I like “rattling the teapot” a lot better. I like it so much that I drew it. I mean I drew Bereh the shoemaker shaking a big teapot in the air. Everyone died laughing. Even Elye gave it half a smile. He doesn’t whack me for doodling any more. He just grumbles and says, “If you have nothing to do, I suppose you may as well do it.”

Who else should I tell you about? Rich Yosi is in America too. Once we all dreamed of having a fraction of his money. Now he doesn’t have it himself. How’s that? The pogrom did him in. I don’t mean he was hurt or anything, but he did lose everything he had. His furniture was smashed, his linens were torn, and all the goods were stolen from his store. He and his family escaped by hiding for three days in the cellar and nearly starving to death. But that wasn’t the worst of it. The worst was that his debtors went bankrupt. That made him go bankrupt himself. Who would have imagined Rich Yosi running away from his creditors? He cleared out in the middle of the night — for America.

Do you remember Yosi’s bug-eyed son Henekh, the one who laughed at me for going to America? Now he walks the strits of New York. He looks the other way when he sees me. It’s beneath him to talk to me even now. Wasn’t Haman the proud one too! My friend Mendl says he’ll make him black-eyed Henekh. Mendl doesn’t like swellheads.

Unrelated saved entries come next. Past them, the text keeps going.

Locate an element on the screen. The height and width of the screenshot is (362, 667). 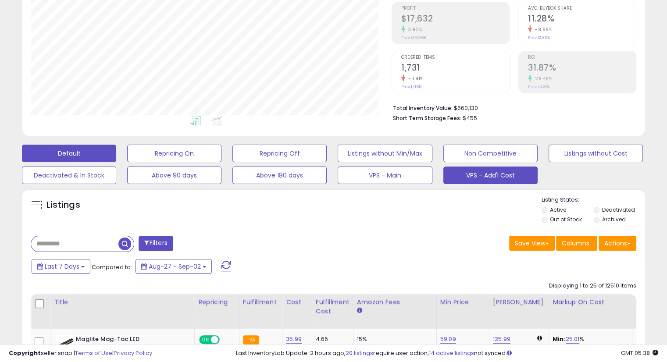
button: Repricing Off is located at coordinates (279, 153).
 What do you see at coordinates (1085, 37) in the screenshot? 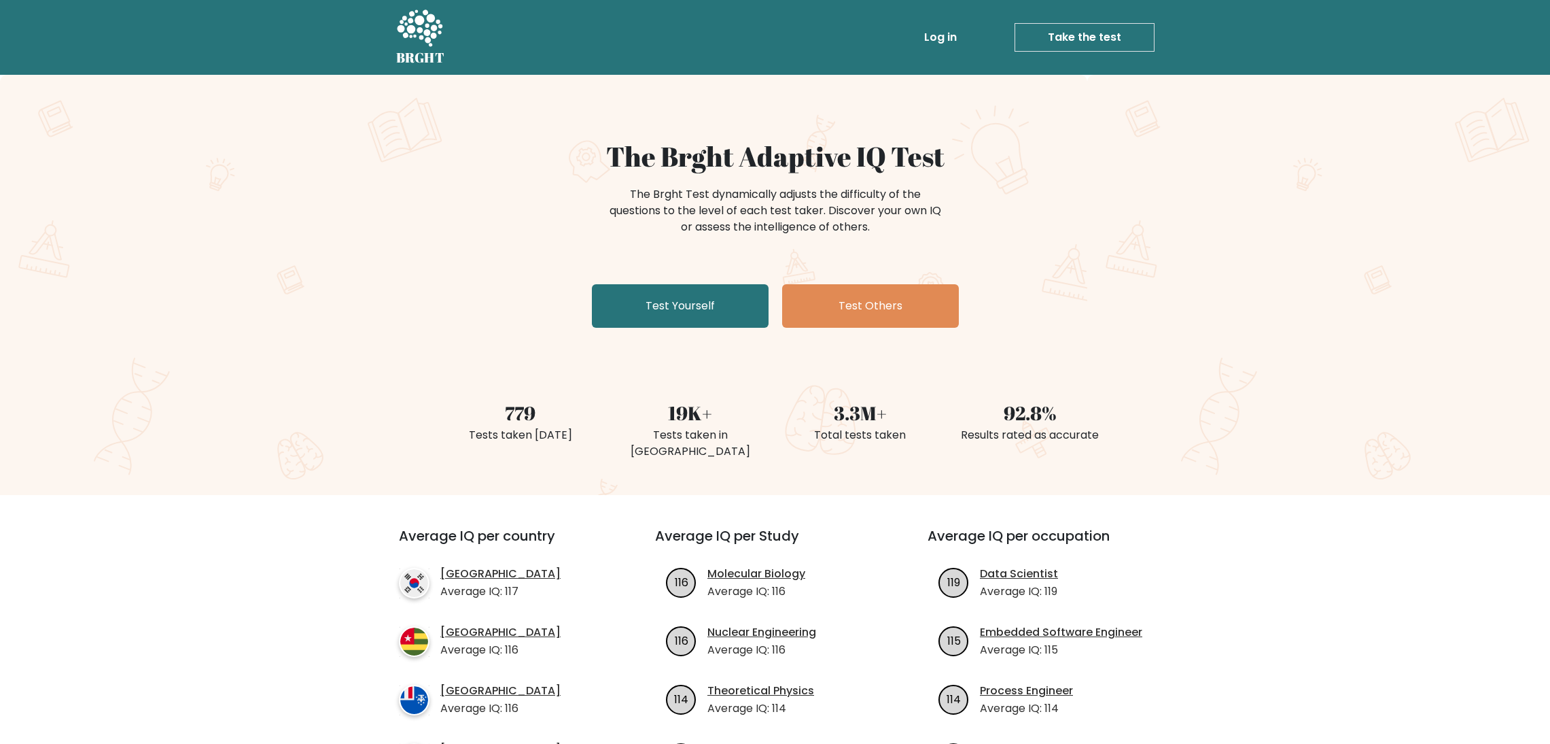
I see `a: Take the test` at bounding box center [1085, 37].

And to take the cake, Menashe the doctor is here with the Doct’ress! You know all about their garden with its peaches, cherries, apples, and pears. Well, it went up in smoke. The whole place burned to a crisp. You wouldn’t recognize the two of them. They’re old and gray. Menashe wheels a pushcart with apples and oranges and the Doct’ress peddles tea. “It could break your heart,” my mother says, all teary-eyed.